Zach has a playoff winners and losers column out:
http://www.espn.com/nba/story/_/page...-dame-warriors
http://www.espn.com/nba/story/_/page...-dame-warriors
Pascal Siakam
Oh, you thought he was fake -- a regular-season mooch who would quake in the playoffs? Drink some hot sauce. He was Toronto's best player in the highest-stakes moments of their highest-stakes first-round game -- their close-ish Game 3 win in Orlando. He defended everyone. When the Magic slotted smaller defenders on him -- as they had to in playing their best five-man lineup -- Siakam beasted them.
He was an ironman, leading the team in minutes, and bridging the gap between the starters and small-ball lineups featuring Leonard at power forward. (That said, the Siakam-as-solo-starter lineups should probably vanish as the competition ramps up.)
He's real.
Oh, you thought he was fake -- a regular-season mooch who would quake in the playoffs? Drink some hot sauce. He was Toronto's best player in the highest-stakes moments of their highest-stakes first-round game -- their close-ish Game 3 win in Orlando. He defended everyone. When the Magic slotted smaller defenders on him -- as they had to in playing their best five-man lineup -- Siakam beasted them.
He was an ironman, leading the team in minutes, and bridging the gap between the starters and small-ball lineups featuring Leonard at power forward. (That said, the Siakam-as-solo-starter lineups should probably vanish as the competition ramps up.)
He's real.
Masai Ujiri and Marc Gasol
The Raptors did not appear to need Marc Gasol. Serge Ibaka was thriving as a full-time center. Nabbing Gasol would mean demoting Ibaka to reserve duty, and no one was sure how he would take that. (Nick Nurse experimented with flipping the starting job between them, but it was clear from the start that Gasol would supplant Ibaka.)
Jonas Valanciunas had found his water level as a backup scoring force. Why risk chemistry for a marginal upgrade?
But Ujiri and his staff knew better. Gasol is much more than a marginal upgrade, even if he's barely shooting -- just 5.6 attempts per game against the Magic! He has changed the look and feel of Toronto's team. He shored up the Raptors' defensive rebounding. He yields nothing in the post; Nikola Vucevic couldn't dislodge him, and he gives Toronto a chance to guard Embiid without sending urgent double-teams.
He and Kyle Lowry share a basketball sensibility -- head-on-a-swivel selflessness that can bleed into fastidiousness -- and together, they injected a sometimes sloggy half-court offense with new verve. With about five minutes left in the third quarter of Toronto's Game 4 blowout, Gasol caught a pass on the move at the left elbow with two shooters -- Siakam and Leonard, looking dangerously like the "Thanks, I'll be taking the ball from you now" Kawhi from two years ago -- open on the right side.

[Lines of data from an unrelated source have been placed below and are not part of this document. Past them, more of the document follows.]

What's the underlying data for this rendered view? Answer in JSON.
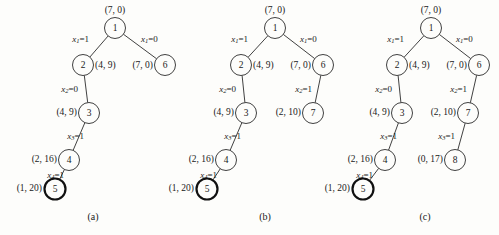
{
  "figure": {
    "background": "#fdfdfb",
    "ink": "#2b2b2b",
    "panels": [
      {
        "caption": "(a)",
        "caption_x": 93,
        "caption_y": 220,
        "nodes": [
          {
            "id": "n1",
            "label": "1",
            "x": 115,
            "y": 28,
            "r": 10.5,
            "goal": false,
            "pair": "(7, 0)",
            "pair_anchor": "mid",
            "pair_x": 115,
            "pair_y": 11
          },
          {
            "id": "n2",
            "label": "2",
            "x": 83,
            "y": 65,
            "r": 10.5,
            "goal": false,
            "pair": "(4, 9)",
            "pair_anchor": "left",
            "pair_x": 95,
            "pair_y": 66
          },
          {
            "id": "n6",
            "label": "6",
            "x": 165,
            "y": 65,
            "r": 10.5,
            "goal": false,
            "pair": "(7, 0)",
            "pair_anchor": "right",
            "pair_x": 153,
            "pair_y": 66
          },
          {
            "id": "n3",
            "label": "3",
            "x": 89,
            "y": 113,
            "r": 10.5,
            "goal": false,
            "pair": "(4, 9)",
            "pair_anchor": "right",
            "pair_x": 77,
            "pair_y": 113
          },
          {
            "id": "n4",
            "label": "4",
            "x": 69,
            "y": 160,
            "r": 10.5,
            "goal": false,
            "pair": "(2, 16)",
            "pair_anchor": "right",
            "pair_x": 57,
            "pair_y": 160
          },
          {
            "id": "n5",
            "label": "5",
            "x": 55,
            "y": 189,
            "r": 10.5,
            "goal": true,
            "pair": "(1, 20)",
            "pair_anchor": "right",
            "pair_x": 42,
            "pair_y": 189
          }
        ],
        "edges": [
          {
            "from": "n1",
            "to": "n2",
            "var": "x",
            "sub": "1",
            "val": "1",
            "lbl_x": 89,
            "lbl_y": 40,
            "lbl_anchor": "r"
          },
          {
            "from": "n1",
            "to": "n6",
            "var": "x",
            "sub": "1",
            "val": "0",
            "lbl_x": 141,
            "lbl_y": 40,
            "lbl_anchor": "l"
          },
          {
            "from": "n2",
            "to": "n3",
            "var": "x",
            "sub": "2",
            "val": "0",
            "lbl_x": 78,
            "lbl_y": 90,
            "lbl_anchor": "r"
          },
          {
            "from": "n3",
            "to": "n4",
            "var": "x",
            "sub": "3",
            "val": "1",
            "lbl_x": 84,
            "lbl_y": 137,
            "lbl_anchor": "r"
          },
          {
            "from": "n4",
            "to": "n5",
            "var": "x",
            "sub": "4",
            "val": "1",
            "lbl_x": 64,
            "lbl_y": 176,
            "lbl_anchor": "r"
          }
        ]
      },
      {
        "caption": "(b)",
        "caption_x": 265,
        "caption_y": 220,
        "nodes": [
          {
            "id": "n1",
            "label": "1",
            "x": 275,
            "y": 28,
            "r": 10.5,
            "goal": false,
            "pair": "(7, 0)",
            "pair_anchor": "mid",
            "pair_x": 275,
            "pair_y": 11
          },
          {
            "id": "n2",
            "label": "2",
            "x": 241,
            "y": 65,
            "r": 10.5,
            "goal": false,
            "pair": "(4, 9)",
            "pair_anchor": "left",
            "pair_x": 253,
            "pair_y": 66
          },
          {
            "id": "n6",
            "label": "6",
            "x": 323,
            "y": 65,
            "r": 10.5,
            "goal": false,
            "pair": "(7, 0)",
            "pair_anchor": "right",
            "pair_x": 311,
            "pair_y": 66
          },
          {
            "id": "n3",
            "label": "3",
            "x": 246,
            "y": 113,
            "r": 10.5,
            "goal": false,
            "pair": "(4, 9)",
            "pair_anchor": "right",
            "pair_x": 234,
            "pair_y": 113
          },
          {
            "id": "n7",
            "label": "7",
            "x": 313,
            "y": 113,
            "r": 10.5,
            "goal": false,
            "pair": "(2, 10)",
            "pair_anchor": "right",
            "pair_x": 301,
            "pair_y": 113
          },
          {
            "id": "n4",
            "label": "4",
            "x": 226,
            "y": 160,
            "r": 10.5,
            "goal": false,
            "pair": "(2, 16)",
            "pair_anchor": "right",
            "pair_x": 214,
            "pair_y": 160
          },
          {
            "id": "n5",
            "label": "5",
            "x": 207,
            "y": 189,
            "r": 10.5,
            "goal": true,
            "pair": "(1, 20)",
            "pair_anchor": "right",
            "pair_x": 194,
            "pair_y": 189
          }
        ],
        "edges": [
          {
            "from": "n1",
            "to": "n2",
            "var": "x",
            "sub": "1",
            "val": "1",
            "lbl_x": 248,
            "lbl_y": 40,
            "lbl_anchor": "r"
          },
          {
            "from": "n1",
            "to": "n6",
            "var": "x",
            "sub": "1",
            "val": "0",
            "lbl_x": 300,
            "lbl_y": 40,
            "lbl_anchor": "l"
          },
          {
            "from": "n2",
            "to": "n3",
            "var": "x",
            "sub": "2",
            "val": "0",
            "lbl_x": 236,
            "lbl_y": 90,
            "lbl_anchor": "r"
          },
          {
            "from": "n6",
            "to": "n7",
            "var": "x",
            "sub": "2",
            "val": "1",
            "lbl_x": 312,
            "lbl_y": 90,
            "lbl_anchor": "r"
          },
          {
            "from": "n3",
            "to": "n4",
            "var": "x",
            "sub": "3",
            "val": "1",
            "lbl_x": 241,
            "lbl_y": 137,
            "lbl_anchor": "r"
          },
          {
            "from": "n4",
            "to": "n5",
            "var": "x",
            "sub": "4",
            "val": "1",
            "lbl_x": 217,
            "lbl_y": 176,
            "lbl_anchor": "r"
          }
        ]
      },
      {
        "caption": "(c)",
        "caption_x": 425,
        "caption_y": 220,
        "nodes": [
          {
            "id": "n1",
            "label": "1",
            "x": 431,
            "y": 28,
            "r": 10.5,
            "goal": false,
            "pair": "(7, 0)",
            "pair_anchor": "mid",
            "pair_x": 431,
            "pair_y": 11
          },
          {
            "id": "n2",
            "label": "2",
            "x": 397,
            "y": 65,
            "r": 10.5,
            "goal": false,
            "pair": "(4, 9)",
            "pair_anchor": "left",
            "pair_x": 409,
            "pair_y": 66
          },
          {
            "id": "n6",
            "label": "6",
            "x": 479,
            "y": 65,
            "r": 10.5,
            "goal": false,
            "pair": "(7, 0)",
            "pair_anchor": "right",
            "pair_x": 467,
            "pair_y": 66
          },
          {
            "id": "n3",
            "label": "3",
            "x": 402,
            "y": 113,
            "r": 10.5,
            "goal": false,
            "pair": "(4, 9)",
            "pair_anchor": "right",
            "pair_x": 390,
            "pair_y": 113
          },
          {
            "id": "n7",
            "label": "7",
            "x": 468,
            "y": 113,
            "r": 10.5,
            "goal": false,
            "pair": "(2, 10)",
            "pair_anchor": "right",
            "pair_x": 456,
            "pair_y": 113
          },
          {
            "id": "n4",
            "label": "4",
            "x": 385,
            "y": 160,
            "r": 10.5,
            "goal": false,
            "pair": "(2, 16)",
            "pair_anchor": "right",
            "pair_x": 373,
            "pair_y": 160
          },
          {
            "id": "n8",
            "label": "8",
            "x": 455,
            "y": 160,
            "r": 10.5,
            "goal": false,
            "pair": "(0, 17)",
            "pair_anchor": "right",
            "pair_x": 443,
            "pair_y": 160
          },
          {
            "id": "n5",
            "label": "5",
            "x": 363,
            "y": 189,
            "r": 10.5,
            "goal": true,
            "pair": "(1, 20)",
            "pair_anchor": "right",
            "pair_x": 350,
            "pair_y": 189
          }
        ],
        "edges": [
          {
            "from": "n1",
            "to": "n2",
            "var": "x",
            "sub": "1",
            "val": "1",
            "lbl_x": 404,
            "lbl_y": 40,
            "lbl_anchor": "r"
          },
          {
            "from": "n1",
            "to": "n6",
            "var": "x",
            "sub": "1",
            "val": "0",
            "lbl_x": 456,
            "lbl_y": 40,
            "lbl_anchor": "l"
          },
          {
            "from": "n2",
            "to": "n3",
            "var": "x",
            "sub": "2",
            "val": "0",
            "lbl_x": 392,
            "lbl_y": 90,
            "lbl_anchor": "r"
          },
          {
            "from": "n6",
            "to": "n7",
            "var": "x",
            "sub": "2",
            "val": "1",
            "lbl_x": 467,
            "lbl_y": 90,
            "lbl_anchor": "r"
          },
          {
            "from": "n3",
            "to": "n4",
            "var": "x",
            "sub": "3",
            "val": "1",
            "lbl_x": 397,
            "lbl_y": 137,
            "lbl_anchor": "r"
          },
          {
            "from": "n7",
            "to": "n8",
            "var": "x",
            "sub": "3",
            "val": "1",
            "lbl_x": 455,
            "lbl_y": 137,
            "lbl_anchor": "r"
          },
          {
            "from": "n4",
            "to": "n5",
            "var": "x",
            "sub": "4",
            "val": "1",
            "lbl_x": 373,
            "lbl_y": 176,
            "lbl_anchor": "r"
          }
        ]
      }
    ]
  }
}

In one motion, Gasol turned his head, glanced at Siakam, and fired the ball to Leonard. Ibaka can make that pass; he needs a second to scan the floor. That second is everything. Gasol gave that second back to the Raptors, and that alone has justified the trade.
The Raptors did not appear to need Marc Gasol. Serge Ibaka was thriving as a full-time center. Nabbing Gasol would mean demoting Ibaka to reserve duty, and no one was sure how he would take that. (Nick Nurse experimented with flipping the starting job between them, but it was clear from the start that Gasol would supplant Ibaka.)

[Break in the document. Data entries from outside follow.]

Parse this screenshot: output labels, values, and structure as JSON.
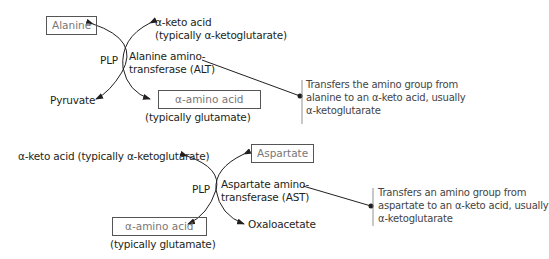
{
  "reactions": [
    {
      "enzyme_line1": "Alanine amino-",
      "enzyme_line2": "transferase (ALT)",
      "cofactor": "PLP",
      "substrate_boxed": "Alanine",
      "product_left": "Pyruvate",
      "acceptor_line1": "α-keto acid",
      "acceptor_line2": "(typically α-ketoglutarate)",
      "product_amino_boxed": "α-amino acid",
      "product_amino_note": "(typically glutamate)",
      "description_line1": "Transfers the amino group from",
      "description_line2": "alanine to an α-keto acid, usually",
      "description_line3": "α-ketoglutarate"
    },
    {
      "enzyme_line1": "Aspartate amino-",
      "enzyme_line2": "transferase (AST)",
      "cofactor": "PLP",
      "substrate_boxed": "Aspartate",
      "product_right": "Oxaloacetate",
      "acceptor": "α-keto acid (typically α-ketoglutarate)",
      "product_amino_boxed": "α-amino acid",
      "product_amino_note": "(typically glutamate)",
      "description_line1": "Transfers an amino group from",
      "description_line2": "aspartate to an α-keto acid, usually",
      "description_line3": "α-ketoglutarate"
    }
  ]
}
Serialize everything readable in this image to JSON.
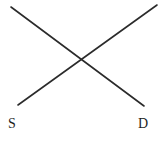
{
  "figure": {
    "type": "line-diagram",
    "background_color": "#ffffff",
    "width": 163,
    "height": 142
  },
  "chart_data": {
    "type": "line",
    "title": "",
    "xlabel": "",
    "ylabel": "",
    "grid": false,
    "legend_position": "none",
    "axis_visible": false,
    "xlim": [
      0,
      163
    ],
    "ylim": [
      142,
      0
    ],
    "series": [
      {
        "name": "S",
        "label": "S",
        "color": "#2b2b2b",
        "stroke_width": 1.6,
        "direction": "downward-sloping",
        "points": [
          {
            "x": 11,
            "y": 7
          },
          {
            "x": 144,
            "y": 106
          }
        ]
      },
      {
        "name": "D",
        "label": "D",
        "color": "#2b2b2b",
        "stroke_width": 1.6,
        "direction": "upward-sloping",
        "points": [
          {
            "x": 18,
            "y": 105
          },
          {
            "x": 157,
            "y": 5
          }
        ]
      }
    ],
    "intersection": {
      "x": 85,
      "y": 62
    },
    "annotations": [
      {
        "name": "supply-label",
        "text": "S",
        "x": 8,
        "y": 117
      },
      {
        "name": "demand-label",
        "text": "D",
        "x": 138,
        "y": 117
      }
    ]
  },
  "labels": {
    "supply": "S",
    "demand": "D"
  },
  "colors": {
    "line": "#2b2b2b",
    "text": "#1f1f1f",
    "background": "#ffffff"
  }
}
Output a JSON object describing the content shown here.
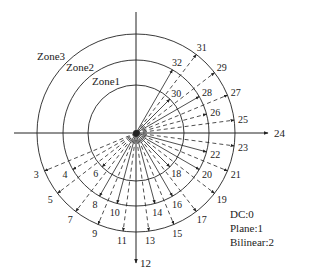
{
  "diagram": {
    "center": {
      "x": 136,
      "y": 133
    },
    "axes": {
      "horizontal": {
        "x1": 14,
        "x2": 268,
        "arrow_label": "24"
      },
      "vertical": {
        "y1": 12,
        "y2": 263,
        "arrow_label": "12"
      }
    },
    "zones": [
      {
        "label": "Zone1",
        "radius": 48,
        "label_x": 92,
        "label_y": 85
      },
      {
        "label": "Zone2",
        "radius": 73,
        "label_x": 66,
        "label_y": 71
      },
      {
        "label": "Zone3",
        "radius": 99,
        "label_x": 37,
        "label_y": 60
      }
    ],
    "angle_step_deg": 7.5,
    "reference_mode": 24,
    "rays": [
      {
        "mode": 3,
        "zone": 3,
        "style": "dashed"
      },
      {
        "mode": 4,
        "zone": 2,
        "style": "dashed"
      },
      {
        "mode": 5,
        "zone": 3,
        "style": "dashed"
      },
      {
        "mode": 6,
        "zone": 1,
        "style": "dashed"
      },
      {
        "mode": 7,
        "zone": 3,
        "style": "dashed"
      },
      {
        "mode": 8,
        "zone": 2,
        "style": "solid"
      },
      {
        "mode": 9,
        "zone": 3,
        "style": "dashed"
      },
      {
        "mode": 10,
        "zone": 2,
        "style": "solid"
      },
      {
        "mode": 11,
        "zone": 3,
        "style": "dashed"
      },
      {
        "mode": 13,
        "zone": 3,
        "style": "dashed"
      },
      {
        "mode": 14,
        "zone": 2,
        "style": "solid"
      },
      {
        "mode": 15,
        "zone": 3,
        "style": "dashed"
      },
      {
        "mode": 16,
        "zone": 2,
        "style": "solid"
      },
      {
        "mode": 17,
        "zone": 3,
        "style": "dashed"
      },
      {
        "mode": 18,
        "zone": 1,
        "style": "solid"
      },
      {
        "mode": 19,
        "zone": 3,
        "style": "dashed"
      },
      {
        "mode": 20,
        "zone": 2,
        "style": "solid"
      },
      {
        "mode": 21,
        "zone": 3,
        "style": "dashed"
      },
      {
        "mode": 22,
        "zone": 2,
        "style": "solid"
      },
      {
        "mode": 23,
        "zone": 3,
        "style": "dashed"
      },
      {
        "mode": 25,
        "zone": 3,
        "style": "dashed"
      },
      {
        "mode": 26,
        "zone": 2,
        "style": "dashed"
      },
      {
        "mode": 27,
        "zone": 3,
        "style": "dashed"
      },
      {
        "mode": 28,
        "zone": 2,
        "style": "solid"
      },
      {
        "mode": 29,
        "zone": 3,
        "style": "dashed"
      },
      {
        "mode": 30,
        "zone": 1,
        "style": "solid"
      },
      {
        "mode": 31,
        "zone": 3,
        "style": "dashed"
      },
      {
        "mode": 32,
        "zone": 2,
        "style": "solid"
      }
    ],
    "legend": [
      {
        "text": "DC:0"
      },
      {
        "text": "Plane:1"
      },
      {
        "text": "Bilinear:2"
      }
    ],
    "colors": {
      "stroke": "#222222",
      "background": "#ffffff"
    }
  }
}
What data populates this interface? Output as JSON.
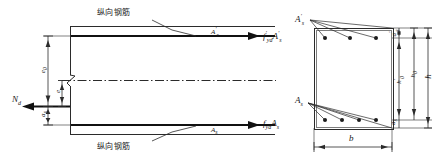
{
  "figure": {
    "type": "engineering-diagram",
    "line_color": "#2b2b2b",
    "bar_color": "#1a1a1a",
    "background": "#ffffff"
  },
  "elevation": {
    "name": "elevation-view",
    "top_callout": "纵向钢筋",
    "bottom_callout": "纵向钢筋",
    "top_bar_label": "A's",
    "bottom_bar_label": "As",
    "axial_force": "Nd",
    "top_force": "f'ydA's",
    "bottom_force": "fydAs",
    "dim_e0": "e0",
    "dim_e": "e",
    "dim_as": "as",
    "break_symbol": "Z"
  },
  "section": {
    "name": "cross-section-view",
    "top_steel_label": "A's",
    "bottom_steel_label": "As",
    "dim_width": "b",
    "dim_h": "h",
    "dim_h0": "h0",
    "dim_h0_prime": "h'0",
    "dim_as_prime_top": "a's",
    "dim_as_bottom": "as",
    "top_bar_count": 3,
    "bottom_bar_count": 4
  }
}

Jonas Valanciunas had found his water level as a backup scoring force. Why risk chemistry for a marginal upgrade?
But Ujiri and his staff knew better. Gasol is much more than a marginal upgrade, even if he's barely shooting -- just 5.6 attempts per game against the Magic! He has changed the look and feel of Toronto's team. He shored up the Raptors' defensive rebounding. He yields nothing in the post; Nikola Vucevic couldn't dislodge him, and he gives Toronto a chance to guard Embiid without sending urgent double-teams.
He and Kyle Lowry share a basketball sensibility -- head-on-a-swivel selflessness that can bleed into fastidiousness -- and together, they injected a sometimes sloggy half-court offense with new verve. With about five minutes left in the third quarter of Toronto's Game 4 blowout, Gasol caught a pass on the move at the left elbow with two shooters -- Siakam and Leonard, looking dangerously like the "Thanks, I'll be taking the ball from you now" Kawhi from two years ago -- open on the right side.
In one motion, Gasol turned his head, glanced at Siakam, and fired the ball to Leonard. Ibaka can make that pass; he needs a second to scan the floor. That second is everything. Gasol gave that second back to the Raptors, and that alone has justified the trade.